Okay, I can accept that, but they ignore so much evidence to the contrary. It appears that our ancestors ten million years ago were not African at all.
Sci-Tech Daily reports:
A recent discovery of a fossilized ape from a site in Turkey, aged 8.7 million years, is challenging long-accepted ideas of human origins. This finding supports the hypothesis that the forebears of African apes and humans may have evolved in Europe and later migrated to Africa approximately 7 to 9 million years ago.Those were apes, but the first ancestors who were identifiably human were Neanderthals living in Europe.The findings establish Anadoluvius turkae as a branch of the part of the evolutionary tree that gave rise to chimpanzees, bonobos, gorillas, and humans. Although African apes today are only known from Africa, as are the earliest known humans, the study’s authors ... conclude that the ancestors of both came from Europe and the eastern Mediterranean.
Anadoluvius and other fossil apes from nearby Greece (Ouranopithecus) and Bulgaria (Graecopithecus) form a group that comes closest in many details of anatomy and ecology to the earliest known hominins, or humans. The new fossils are the best-preserved specimens of this group of early hominines and provide the strongest evidence to date that the group originated in Europe and later dispersed into Africa.
The study’s detailed analysis also reveals that the Balkan and Anatolian apes evolved from ancestors in western and central Europe. With its more comprehensive data, the research provides evidence that these other apes were also hominines which means that it is more likely that the whole group evolved and diversified in Europe, rather than the alternative scenario in which separate branches of apes earlier moved independently into Europe from Africa over the course of several million years, and then went extinct without issue.
1 comment:
Roger,
There are so many holes in the fossil record, and anthropological theory, I would not think it sound reasoning to make much in terms of strong assertions about where humanity originated. They can't even pinpoint exactly when Aboriginals (worlds oldest civilization) arrived in Australia (50,000, to over 70,000 years ago) much less when or where humanity began.
I treat this entire issue as a signal to noise argument. Any signal we have of truth is utterly lost in a background of uncertainty, so no useful conclusions can be drawn.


WHAT TO PRODUCE
Set down every entry again word for word, please, but skip the pictures.

Entries from a visual dataset
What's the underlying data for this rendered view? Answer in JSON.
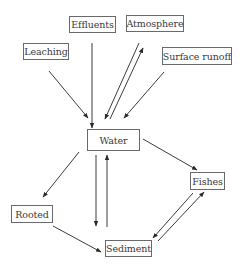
{
  "diagram": {
    "nodes": [
      {
        "id": "leaching",
        "label": "Leaching"
      },
      {
        "id": "effluents",
        "label": "Effluents"
      },
      {
        "id": "atmosphere",
        "label": "Atmosphere"
      },
      {
        "id": "surface-runoff",
        "label": "Surface runoff"
      },
      {
        "id": "water",
        "label": "Water"
      },
      {
        "id": "fishes",
        "label": "Fishes"
      },
      {
        "id": "rooted",
        "label": "Rooted"
      },
      {
        "id": "sediment",
        "label": "Sediment"
      }
    ],
    "edges": [
      {
        "from": "leaching",
        "to": "water"
      },
      {
        "from": "effluents",
        "to": "water"
      },
      {
        "from": "atmosphere",
        "to": "water"
      },
      {
        "from": "water",
        "to": "atmosphere"
      },
      {
        "from": "surface-runoff",
        "to": "water"
      },
      {
        "from": "water",
        "to": "fishes"
      },
      {
        "from": "water",
        "to": "rooted"
      },
      {
        "from": "water",
        "to": "sediment"
      },
      {
        "from": "sediment",
        "to": "water"
      },
      {
        "from": "rooted",
        "to": "sediment"
      },
      {
        "from": "fishes",
        "to": "sediment"
      },
      {
        "from": "sediment",
        "to": "fishes"
      }
    ]
  }
}
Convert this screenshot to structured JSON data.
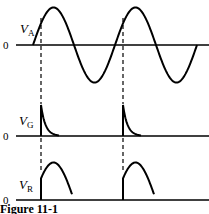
{
  "figure": {
    "caption": "Figure 11-1",
    "panels": [
      {
        "name": "anode-voltage",
        "label": "V",
        "subscript": "A",
        "zero_label": "0",
        "waveform": "sine (2 cycles)"
      },
      {
        "name": "gate-voltage",
        "label": "V",
        "subscript": "G",
        "zero_label": "0",
        "waveform": "decaying trigger spikes"
      },
      {
        "name": "load-voltage",
        "label": "V",
        "subscript": "R",
        "zero_label": "0",
        "waveform": "truncated positive half-cycles"
      }
    ],
    "trigger_marker": "dashed vertical lines at gate trigger points"
  }
}
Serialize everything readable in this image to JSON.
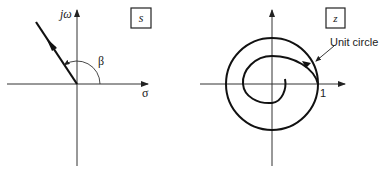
{
  "left_panel": {
    "plane_label": "s",
    "vertical_axis_label": "jω",
    "horizontal_axis_label": "σ",
    "angle_label": "β"
  },
  "right_panel": {
    "plane_label": "z",
    "circle_label": "Unit circle",
    "real_tick_label": "1"
  },
  "colors": {
    "line": "#111111",
    "axis": "#333333",
    "background": "#ffffff"
  }
}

ANSWER TO THIS EXERCISE
What's the underlying data for this rendered view? Answer in JSON.
{
  "diagram": {
    "nodes": [
      {
        "id": "leaching",
        "label": "Leaching"
      },
      {
        "id": "effluents",
        "label": "Effluents"
      },
      {
        "id": "atmosphere",
        "label": "Atmosphere"
      },
      {
        "id": "surface-runoff",
        "label": "Surface runoff"
      },
      {
        "id": "water",
        "label": "Water"
      },
      {
        "id": "fishes",
        "label": "Fishes"
      },
      {
        "id": "rooted",
        "label": "Rooted"
      },
      {
        "id": "sediment",
        "label": "Sediment"
      }
    ],
    "edges": [
      {
        "from": "leaching",
        "to": "water"
      },
      {
        "from": "effluents",
        "to": "water"
      },
      {
        "from": "atmosphere",
        "to": "water"
      },
      {
        "from": "water",
        "to": "atmosphere"
      },
      {
        "from": "surface-runoff",
        "to": "water"
      },
      {
        "from": "water",
        "to": "fishes"
      },
      {
        "from": "water",
        "to": "rooted"
      },
      {
        "from": "water",
        "to": "sediment"
      },
      {
        "from": "sediment",
        "to": "water"
      },
      {
        "from": "rooted",
        "to": "sediment"
      },
      {
        "from": "fishes",
        "to": "sediment"
      },
      {
        "from": "sediment",
        "to": "fishes"
      }
    ]
  }
}
Convert this screenshot to structured JSON data.
{
  "figure": {
    "caption": "Figure 11-1",
    "panels": [
      {
        "name": "anode-voltage",
        "label": "V",
        "subscript": "A",
        "zero_label": "0",
        "waveform": "sine (2 cycles)"
      },
      {
        "name": "gate-voltage",
        "label": "V",
        "subscript": "G",
        "zero_label": "0",
        "waveform": "decaying trigger spikes"
      },
      {
        "name": "load-voltage",
        "label": "V",
        "subscript": "R",
        "zero_label": "0",
        "waveform": "truncated positive half-cycles"
      }
    ],
    "trigger_marker": "dashed vertical lines at gate trigger points"
  }
}
Serialize everything readable in this image to JSON.
{
  "left_panel": {
    "plane_label": "s",
    "vertical_axis_label": "jω",
    "horizontal_axis_label": "σ",
    "angle_label": "β"
  },
  "right_panel": {
    "plane_label": "z",
    "circle_label": "Unit circle",
    "real_tick_label": "1"
  },
  "colors": {
    "line": "#111111",
    "axis": "#333333",
    "background": "#ffffff"
  }
}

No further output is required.